At all times we must come from and maintain our organic link with the working class. It is our anchor in stormy seas, without which we would be lost. 

The mass movement required to overcome the power of capitalism and put Britain on the socialist path won’t be constructed by endless compromise or mild-mannered politics acceptable to the ruling class.

Nor will it be won by the adventurist actions of small cliques, purer than purer, and isolated from working people. 

This ruling class offensive, which has in its crosshairs our people and our planet, has to be met with a working-class response more determined, more co-ordinated and more effective than our generation has ever known.

Britain’s communists are clear on the immediate priorities for our movement.

The wave of industrial militancy and the battles of the last year must be supported and broadened in our unions. The fight against stagnant wages offers the labour movement today the chance to restate its relevance to a new generation and build on rising trade union membership and class consciousness across Britain.

As part of this strategy, we must redouble our efforts to win the labour movement to a class understanding of the cost-of-profits crisis. 

Through all of this, we must galvanise resistance and the strike surge into a movement for trade union freedom to defeat Tory anti-strike laws and win the repeal of all anti-union legislation.
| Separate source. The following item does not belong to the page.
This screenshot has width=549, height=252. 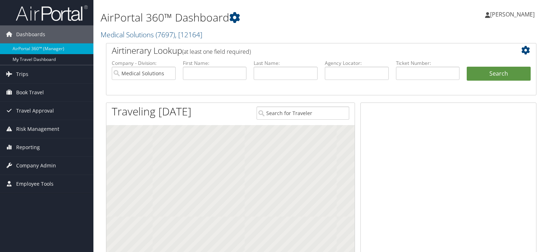 I want to click on span: Employee Tools, so click(x=35, y=184).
In addition to the battles for wages themselves, the fight for other real measures to help working people battle spiralling costs for food, energy and essentials remain paramount — and trade unions must place themselves at the centre of this struggle.

Tenants’ unions, which have seen an encouraging resurgence in recent years, must be supported and expanded, uniting tenants against landlordism and in community struggles.
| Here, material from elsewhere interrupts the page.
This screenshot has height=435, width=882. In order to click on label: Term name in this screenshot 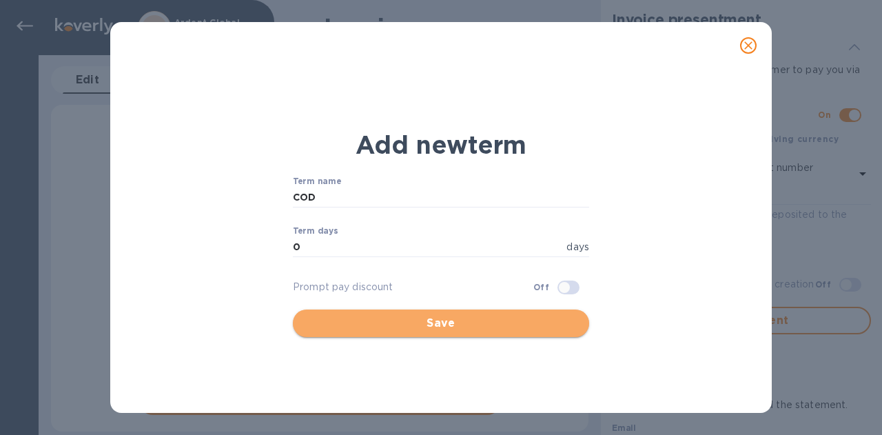, I will do `click(317, 181)`.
The student movement, for so many decades a source of radical politics and strength, must be rebuilt from the ground up with a class conscious and socialist outlook. 
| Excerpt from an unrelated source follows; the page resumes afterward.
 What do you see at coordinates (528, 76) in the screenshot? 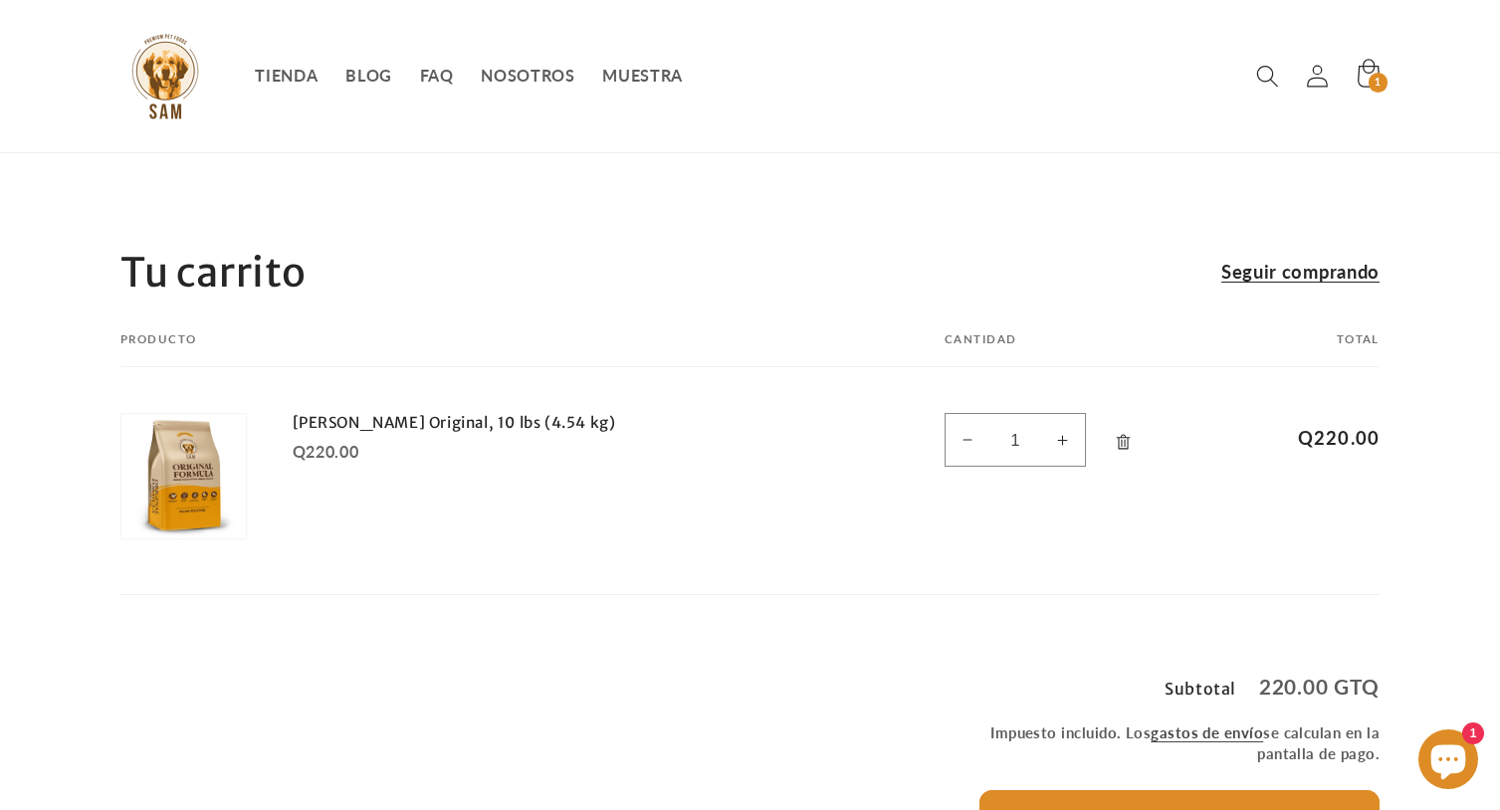
I see `span: NOSOTROS` at bounding box center [528, 76].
The left and the labour movement must articulate an alternative economic strategy more directly, convincingly and forcefully in all spheres.

The current industrial battles and resistance to the Tory government can and must be the springboard for a fight to remove the Tories from power and win a progressive government that can roll back attacks on working people and the labour movement.

We cannot allow the prospect of a right-wing Starmer Labour government to placate social democratic elements in the labour movement to undermine rising militancy. We must continue to attack the right-wing character of the current Labour leadership.

Internationally, we must redouble our efforts in the struggle for peace, international solidarity and disengagement from Nato efforts to protract the war in Ukraine and to combat the growing new cold war against China. 

We must rebuild a class conscious, anti-imperialist and genuinely mass peace movement that can move millions, which we have seen as recently as the Iraq war.

But as communists, as well as fighting for the immediate interests of the class, in the moment of the present, we must also represent and look to the future.

All of these developments and all of these struggles decisively demonstrate the essential need for a stronger and more vigorous Communist Party and YCL. 

History tells us that a strong communist movement is essential if we are to free our class from the endless wheel of reformism, break the capitalist system and win working-class state power. 

Strengthening, rebuilding and reinvigorating Britain’s Communist Party and YCL on every front are therefore among our chief tasks and will be of the greatest service to Britain’s working-class and labour movement. 

These then are the tasks that fall to the comrades meeting for our congress this weekend and this is the importance of our congress. 

These are difficult tasks to be sure but these are tasks which we will meet with a determination and a will to win that is greater still. 

Good luck to the comrades and delegates of the 51st congress.

Let’s move forward together comrades, to blaze the next chapter — for peace, democracy and socialism in our lifetimes.

Long live the Communist Party and the Young Communist League!